An udder throwback: Milk Bar at State Fair still pours milk for a quarter
By Laura Reiley, Cornell Chronicle
“I remember when a cup of milk at the fair cost a quarter.”
Folks stood in line at the New York State Fair in the big Dairy Building and when they shuffled to the front, they handed over a shiny quarter, maybe two dimes and a nickel, and got an ice-cold cup of milk in exchange. It was this way in 1983, the year “Risky Business” came out and Michael Jackson’s “Billie Jean” dominated the airwaves.
And it is precisely what it costs in 2024. Well, customers buy tokens worth 25 cents and then hand them over to the teens behind the counter. There’s a steady plink of tokens in aluminum buckets along the eight milk stations in the cavernous building, teens toggling between the spigots that dispense white milk and those that dispense chocolate.
The students, many as young as 14, applied and were hired by Cornell Cooperative Extension and trained over several days as part of a 4-H youth development workforce program, touring dairies to learn about the milk industry, visiting the Cornell Dairy Research Center and Cornell AgriTech in Geneva, New York, to dive into the challenges and technologies harvested to ensure a safe milk supply. The New York State Milk Bar has become an opportunity for workforce development through a partnership between New York State Department of Agriculture and Markets and Cornell Cooperative Extension.
For many it is a first job, a first paycheck, the first exposure to the bewildering idea that the customer is always right.
The teens explain that strawberry milk is only offered the last couple days of the fair (not enough spigots, so chocolate gets swapped out). They must gently decline to fill gallon jugs for thirsty customers while graciously filling sippy cups for toddler patrons.
The Milk Bar used to be owned by a for-profit business called NYS Dairy Exhibits, but they pulled out in 2017, after 60 years, because they said they were losing money.
“The State Fair called us with a request to help run the milk bar. We wanted to show up as good partners and took this on,” said Victoria Giarratano, assistant director of agriculture, food systems and community development at CCE. “So, I called Dan Welch, because he’s in the state’s largest dairy county.”
Daniel Welch, executive director of CCE Cayuga County, put out a call on social media. The first year they were scrambling to get applicants, last year they had just enough and this year they had 90 applicants for 40 slots.
“We added a little more education this year — more dairy education, more about food safety and hygiene, about general employability,” Welch said as he trailed a group of about a dozen students as they toured the Cornell Dairy Research Center.
The students learned about rotary and parallel milking parlors, about how each cow has a specific ID, so the dairy knows precisely how much milk she is producing each day. They learned that whole milk is 3.25% fat while low fat is 2%. They heard about the AI system that monitors the parlor to detect cows and how employees are milking, and they saw the experimental respiration chamber that measures cows’ methane exhalation.
“Do you have any questions?” repeatedly asked Samantha Schon, the farm manager at Cornell Dairy Research Center. A hand went up: “Do you have any calves?”
Even the coolest among the students couldn’t feign indifference in the long row of calf pens, many of the baby cows eager to nuzzle and lick the newcomers.
A week later, those same kids stood behind the Dairy Bar counter at 10 a.m., wearing rubber gloves and CCE visors. Outside “The Star-Spangled Banner” played, opening-day fairgoers stood at attention, and after the “home of the brave” rang out, hundreds of folks made their way inside.
Michael Jackson and his granddaughter, Madison, both from East Syracuse, were among the first customers, starting their day at the fair with cups of chocolate milk.
“Perfect, as always,” Michael Jackson said, swiping the back of his hand across upper lip.
Little kids carried their milk carefully across the shiny expanse of floor as if cups contained fissile material. Some drank fast: “Chug it! It’s ice cold!” Others, slow: “I want to savor the flavor.” In all, the teens poured nearly 30,000 cups of milk that first day.
“We’re building tomorrow’s workforce,” Giarratano said of the program. “We try to turn it into workforce development, with training tours and soft-skills training. We teach them how to fill out a timecard and we bring in a bank to teach them how to budget. Many of them don’t have bank accounts to deposit their checks in, so we help them with that.”
As the first day of the fair gets close to lunch time, there’s a bit of a lull in the milk bar traffic. The teens restock cups and wipe down the sinks.
For Julian Richardson of New York City, this is a first job.
“I’ve cleaned cars before, but this will be the first real paycheck,” he said.
What will he do with the money?
“I might save up, but I’m not sure.”
At a nearby station, Naiya Bhattacharjee, of Jamesville, New York, was more certain.
“My mom is trying to get me to be more responsible with money,” she said. “A lot of it is going into savings.”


WHAT TO WORK ON - Each line of the data below that contains "hours" must be copied.

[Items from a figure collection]
──────────

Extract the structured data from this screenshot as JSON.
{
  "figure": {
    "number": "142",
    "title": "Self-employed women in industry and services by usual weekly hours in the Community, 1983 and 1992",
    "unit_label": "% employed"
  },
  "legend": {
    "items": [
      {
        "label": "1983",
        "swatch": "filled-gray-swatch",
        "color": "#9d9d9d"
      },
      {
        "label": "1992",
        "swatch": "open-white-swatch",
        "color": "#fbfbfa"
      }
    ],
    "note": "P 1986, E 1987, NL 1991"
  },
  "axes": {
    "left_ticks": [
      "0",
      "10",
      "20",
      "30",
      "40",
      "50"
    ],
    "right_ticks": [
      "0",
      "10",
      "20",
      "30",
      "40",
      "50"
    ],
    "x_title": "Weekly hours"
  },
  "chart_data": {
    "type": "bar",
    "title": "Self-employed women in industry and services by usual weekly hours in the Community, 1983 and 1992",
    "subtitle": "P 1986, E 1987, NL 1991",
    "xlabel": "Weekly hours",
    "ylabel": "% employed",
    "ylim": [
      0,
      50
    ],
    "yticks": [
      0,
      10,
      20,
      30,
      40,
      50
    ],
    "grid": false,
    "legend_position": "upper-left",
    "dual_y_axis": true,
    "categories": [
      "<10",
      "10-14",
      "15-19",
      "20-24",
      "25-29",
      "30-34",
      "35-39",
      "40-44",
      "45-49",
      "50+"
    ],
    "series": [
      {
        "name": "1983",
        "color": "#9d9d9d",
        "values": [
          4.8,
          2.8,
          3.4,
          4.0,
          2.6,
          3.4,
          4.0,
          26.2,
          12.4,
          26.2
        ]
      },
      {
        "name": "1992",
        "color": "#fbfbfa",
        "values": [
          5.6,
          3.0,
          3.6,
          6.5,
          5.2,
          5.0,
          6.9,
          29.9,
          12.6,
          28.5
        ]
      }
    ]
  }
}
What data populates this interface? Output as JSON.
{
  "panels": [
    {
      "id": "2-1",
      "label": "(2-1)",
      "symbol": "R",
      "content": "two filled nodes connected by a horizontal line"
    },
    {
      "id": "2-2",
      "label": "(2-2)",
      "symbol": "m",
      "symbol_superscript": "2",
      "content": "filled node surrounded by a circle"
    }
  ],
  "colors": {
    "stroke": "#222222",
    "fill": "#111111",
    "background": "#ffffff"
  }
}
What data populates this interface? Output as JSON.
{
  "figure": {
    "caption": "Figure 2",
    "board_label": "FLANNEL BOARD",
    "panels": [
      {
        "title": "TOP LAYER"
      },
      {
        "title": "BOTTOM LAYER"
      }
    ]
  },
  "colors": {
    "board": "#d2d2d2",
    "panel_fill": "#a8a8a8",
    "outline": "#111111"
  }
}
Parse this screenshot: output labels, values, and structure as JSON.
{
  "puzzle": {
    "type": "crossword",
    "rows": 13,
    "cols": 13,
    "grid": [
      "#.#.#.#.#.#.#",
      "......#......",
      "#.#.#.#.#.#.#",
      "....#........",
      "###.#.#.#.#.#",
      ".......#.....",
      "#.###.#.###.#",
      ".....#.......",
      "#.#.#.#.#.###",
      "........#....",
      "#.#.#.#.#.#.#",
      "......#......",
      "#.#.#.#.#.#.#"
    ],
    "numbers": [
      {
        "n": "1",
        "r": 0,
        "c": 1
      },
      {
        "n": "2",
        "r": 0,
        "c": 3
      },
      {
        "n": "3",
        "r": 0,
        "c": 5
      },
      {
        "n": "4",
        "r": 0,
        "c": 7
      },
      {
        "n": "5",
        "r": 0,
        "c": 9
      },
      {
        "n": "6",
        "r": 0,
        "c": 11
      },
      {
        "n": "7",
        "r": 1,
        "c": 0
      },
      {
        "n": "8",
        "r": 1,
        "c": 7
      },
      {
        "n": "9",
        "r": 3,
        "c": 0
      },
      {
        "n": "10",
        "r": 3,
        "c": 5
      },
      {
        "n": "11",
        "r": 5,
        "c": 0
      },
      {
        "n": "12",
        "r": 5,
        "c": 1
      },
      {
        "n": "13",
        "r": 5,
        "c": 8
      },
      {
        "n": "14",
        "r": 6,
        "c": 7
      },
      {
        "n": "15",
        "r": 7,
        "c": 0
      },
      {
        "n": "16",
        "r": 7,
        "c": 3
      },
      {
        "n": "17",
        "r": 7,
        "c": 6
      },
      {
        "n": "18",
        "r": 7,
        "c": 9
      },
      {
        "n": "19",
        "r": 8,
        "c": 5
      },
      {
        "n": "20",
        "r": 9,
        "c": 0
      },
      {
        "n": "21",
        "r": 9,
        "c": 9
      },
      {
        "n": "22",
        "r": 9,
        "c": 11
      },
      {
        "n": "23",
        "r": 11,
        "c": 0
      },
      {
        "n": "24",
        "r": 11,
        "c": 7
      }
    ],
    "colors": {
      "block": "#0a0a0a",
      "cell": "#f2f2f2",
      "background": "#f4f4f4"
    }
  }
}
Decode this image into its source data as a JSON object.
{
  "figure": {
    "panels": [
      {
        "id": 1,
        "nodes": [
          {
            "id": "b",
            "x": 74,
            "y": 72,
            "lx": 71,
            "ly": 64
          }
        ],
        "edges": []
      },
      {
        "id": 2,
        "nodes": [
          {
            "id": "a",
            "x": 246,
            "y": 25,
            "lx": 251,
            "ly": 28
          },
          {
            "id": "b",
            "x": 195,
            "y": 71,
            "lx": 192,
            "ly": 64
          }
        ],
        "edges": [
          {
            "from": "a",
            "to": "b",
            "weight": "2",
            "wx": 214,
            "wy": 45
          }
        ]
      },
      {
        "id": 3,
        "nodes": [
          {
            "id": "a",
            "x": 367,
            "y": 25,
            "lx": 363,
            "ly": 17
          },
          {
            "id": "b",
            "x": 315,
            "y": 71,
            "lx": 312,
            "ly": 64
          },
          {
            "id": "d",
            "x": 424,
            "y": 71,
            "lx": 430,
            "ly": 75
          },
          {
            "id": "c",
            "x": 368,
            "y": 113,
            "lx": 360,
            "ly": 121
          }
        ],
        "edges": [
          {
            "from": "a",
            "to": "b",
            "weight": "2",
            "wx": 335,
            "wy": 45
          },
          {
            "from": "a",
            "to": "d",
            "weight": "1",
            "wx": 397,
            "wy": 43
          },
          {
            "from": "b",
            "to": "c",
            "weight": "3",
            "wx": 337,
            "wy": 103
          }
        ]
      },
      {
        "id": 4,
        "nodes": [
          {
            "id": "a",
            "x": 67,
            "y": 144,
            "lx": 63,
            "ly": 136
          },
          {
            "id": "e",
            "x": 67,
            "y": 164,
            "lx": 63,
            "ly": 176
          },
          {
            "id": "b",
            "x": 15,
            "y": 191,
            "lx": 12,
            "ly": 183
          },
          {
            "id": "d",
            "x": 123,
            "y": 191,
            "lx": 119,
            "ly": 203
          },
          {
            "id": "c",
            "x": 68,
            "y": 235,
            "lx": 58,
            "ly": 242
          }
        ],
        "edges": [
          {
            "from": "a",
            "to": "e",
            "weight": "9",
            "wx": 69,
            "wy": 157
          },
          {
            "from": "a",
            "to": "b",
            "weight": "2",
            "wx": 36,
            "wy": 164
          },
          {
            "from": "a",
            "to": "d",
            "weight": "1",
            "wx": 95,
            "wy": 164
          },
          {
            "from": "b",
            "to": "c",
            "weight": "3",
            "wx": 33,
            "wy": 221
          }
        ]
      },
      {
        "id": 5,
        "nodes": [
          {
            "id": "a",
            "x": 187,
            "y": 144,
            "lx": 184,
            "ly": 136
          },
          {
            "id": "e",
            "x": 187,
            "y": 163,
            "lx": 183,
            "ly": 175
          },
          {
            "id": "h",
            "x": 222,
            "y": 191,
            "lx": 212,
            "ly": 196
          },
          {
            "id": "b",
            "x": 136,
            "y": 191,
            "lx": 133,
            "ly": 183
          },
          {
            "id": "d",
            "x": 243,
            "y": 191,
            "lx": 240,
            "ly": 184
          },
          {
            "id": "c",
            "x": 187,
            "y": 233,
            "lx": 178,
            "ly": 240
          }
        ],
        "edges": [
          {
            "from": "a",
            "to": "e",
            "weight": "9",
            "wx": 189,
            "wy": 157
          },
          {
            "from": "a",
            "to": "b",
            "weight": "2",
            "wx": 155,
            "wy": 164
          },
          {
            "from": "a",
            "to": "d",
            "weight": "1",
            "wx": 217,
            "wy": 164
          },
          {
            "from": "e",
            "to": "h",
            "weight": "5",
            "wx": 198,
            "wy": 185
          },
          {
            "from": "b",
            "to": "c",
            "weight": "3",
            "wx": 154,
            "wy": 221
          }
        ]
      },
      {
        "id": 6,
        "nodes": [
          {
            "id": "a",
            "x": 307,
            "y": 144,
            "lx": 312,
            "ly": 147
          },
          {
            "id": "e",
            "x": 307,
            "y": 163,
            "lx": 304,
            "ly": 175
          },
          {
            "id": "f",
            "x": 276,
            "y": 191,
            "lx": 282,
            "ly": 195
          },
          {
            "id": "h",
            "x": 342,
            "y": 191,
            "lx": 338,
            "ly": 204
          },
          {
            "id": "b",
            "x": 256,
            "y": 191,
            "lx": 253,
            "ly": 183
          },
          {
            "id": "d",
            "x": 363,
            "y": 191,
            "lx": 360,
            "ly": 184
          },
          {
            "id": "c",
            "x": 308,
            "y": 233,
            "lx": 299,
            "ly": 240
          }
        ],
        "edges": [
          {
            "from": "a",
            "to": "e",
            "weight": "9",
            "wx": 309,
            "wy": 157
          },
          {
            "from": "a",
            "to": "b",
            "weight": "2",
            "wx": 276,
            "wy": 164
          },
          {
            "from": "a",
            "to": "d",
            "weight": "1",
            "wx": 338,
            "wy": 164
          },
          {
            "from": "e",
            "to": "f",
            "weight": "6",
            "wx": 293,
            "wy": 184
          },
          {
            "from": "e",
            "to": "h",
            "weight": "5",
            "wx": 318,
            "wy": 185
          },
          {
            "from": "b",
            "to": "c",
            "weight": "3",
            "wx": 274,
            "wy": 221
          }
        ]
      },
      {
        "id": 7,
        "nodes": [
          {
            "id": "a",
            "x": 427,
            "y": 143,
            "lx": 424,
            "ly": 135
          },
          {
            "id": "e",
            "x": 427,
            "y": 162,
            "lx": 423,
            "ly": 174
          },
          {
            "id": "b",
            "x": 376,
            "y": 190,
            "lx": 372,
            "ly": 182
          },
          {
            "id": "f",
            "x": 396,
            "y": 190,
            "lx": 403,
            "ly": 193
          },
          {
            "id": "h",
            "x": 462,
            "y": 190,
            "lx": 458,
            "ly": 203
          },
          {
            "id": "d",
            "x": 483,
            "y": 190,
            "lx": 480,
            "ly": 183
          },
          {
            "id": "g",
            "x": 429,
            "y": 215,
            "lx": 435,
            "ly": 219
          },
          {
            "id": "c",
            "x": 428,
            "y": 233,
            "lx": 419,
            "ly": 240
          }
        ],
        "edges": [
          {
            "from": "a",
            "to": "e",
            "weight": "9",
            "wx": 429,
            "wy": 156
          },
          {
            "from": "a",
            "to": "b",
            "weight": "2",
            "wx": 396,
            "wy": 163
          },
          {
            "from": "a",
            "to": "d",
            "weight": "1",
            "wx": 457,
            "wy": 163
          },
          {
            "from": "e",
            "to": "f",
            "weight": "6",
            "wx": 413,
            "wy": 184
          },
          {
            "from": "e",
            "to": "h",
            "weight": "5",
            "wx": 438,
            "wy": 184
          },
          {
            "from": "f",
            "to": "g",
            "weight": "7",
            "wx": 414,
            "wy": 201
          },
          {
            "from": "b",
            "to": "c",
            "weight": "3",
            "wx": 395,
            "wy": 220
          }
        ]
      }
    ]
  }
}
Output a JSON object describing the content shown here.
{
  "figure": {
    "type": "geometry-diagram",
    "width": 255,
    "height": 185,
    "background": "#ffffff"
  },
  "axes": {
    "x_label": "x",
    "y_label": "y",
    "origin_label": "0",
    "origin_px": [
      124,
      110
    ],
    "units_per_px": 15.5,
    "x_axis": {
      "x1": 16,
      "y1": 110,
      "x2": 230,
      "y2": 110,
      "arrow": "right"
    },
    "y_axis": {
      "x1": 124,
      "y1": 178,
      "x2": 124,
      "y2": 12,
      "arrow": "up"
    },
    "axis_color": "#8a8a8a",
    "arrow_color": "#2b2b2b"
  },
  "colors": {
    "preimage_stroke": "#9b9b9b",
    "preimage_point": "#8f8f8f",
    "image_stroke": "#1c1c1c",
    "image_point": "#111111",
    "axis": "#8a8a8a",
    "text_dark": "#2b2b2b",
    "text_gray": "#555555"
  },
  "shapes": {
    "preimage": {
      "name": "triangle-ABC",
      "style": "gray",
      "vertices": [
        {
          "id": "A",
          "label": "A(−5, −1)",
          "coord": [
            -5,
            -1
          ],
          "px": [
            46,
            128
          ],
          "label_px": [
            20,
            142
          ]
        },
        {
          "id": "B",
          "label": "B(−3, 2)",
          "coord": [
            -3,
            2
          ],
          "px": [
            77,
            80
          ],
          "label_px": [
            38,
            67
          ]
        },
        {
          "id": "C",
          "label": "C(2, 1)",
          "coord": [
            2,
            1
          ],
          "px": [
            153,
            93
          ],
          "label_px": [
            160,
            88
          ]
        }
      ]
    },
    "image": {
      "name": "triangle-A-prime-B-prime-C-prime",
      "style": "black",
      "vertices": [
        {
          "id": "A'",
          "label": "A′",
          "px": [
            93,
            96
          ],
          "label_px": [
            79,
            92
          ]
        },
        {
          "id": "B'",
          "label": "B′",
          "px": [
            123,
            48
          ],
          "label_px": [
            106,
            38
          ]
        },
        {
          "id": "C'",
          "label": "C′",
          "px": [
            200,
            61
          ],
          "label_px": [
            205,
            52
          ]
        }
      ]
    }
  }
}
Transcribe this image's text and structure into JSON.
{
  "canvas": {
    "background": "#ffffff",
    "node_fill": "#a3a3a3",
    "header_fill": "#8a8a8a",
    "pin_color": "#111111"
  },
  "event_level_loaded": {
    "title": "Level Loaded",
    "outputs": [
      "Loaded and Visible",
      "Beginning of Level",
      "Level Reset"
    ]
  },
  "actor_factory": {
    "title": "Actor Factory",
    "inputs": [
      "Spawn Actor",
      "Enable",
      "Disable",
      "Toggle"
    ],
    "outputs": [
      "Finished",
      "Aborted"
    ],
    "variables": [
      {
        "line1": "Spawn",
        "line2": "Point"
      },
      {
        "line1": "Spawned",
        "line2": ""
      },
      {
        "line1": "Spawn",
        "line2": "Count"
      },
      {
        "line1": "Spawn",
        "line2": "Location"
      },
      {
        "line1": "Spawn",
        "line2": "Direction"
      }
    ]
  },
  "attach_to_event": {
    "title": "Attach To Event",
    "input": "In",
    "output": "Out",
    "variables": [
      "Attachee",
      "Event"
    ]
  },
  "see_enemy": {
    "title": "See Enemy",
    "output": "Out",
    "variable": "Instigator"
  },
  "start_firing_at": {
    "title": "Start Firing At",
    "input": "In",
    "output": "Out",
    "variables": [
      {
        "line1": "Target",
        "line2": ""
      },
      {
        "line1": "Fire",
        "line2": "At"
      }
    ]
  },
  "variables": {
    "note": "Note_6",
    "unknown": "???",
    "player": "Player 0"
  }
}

──────────

ANSWER TO THE PROBLEM -
    "title": "Self-employed women in industry and services by usual weekly hours in the Community, 1983 and 1992",
    "x_title": "Weekly hours"
    "title": "Self-employed women in industry and services by usual weekly hours in the Community, 1983 and 1992",
    "xlabel": "Weekly hours",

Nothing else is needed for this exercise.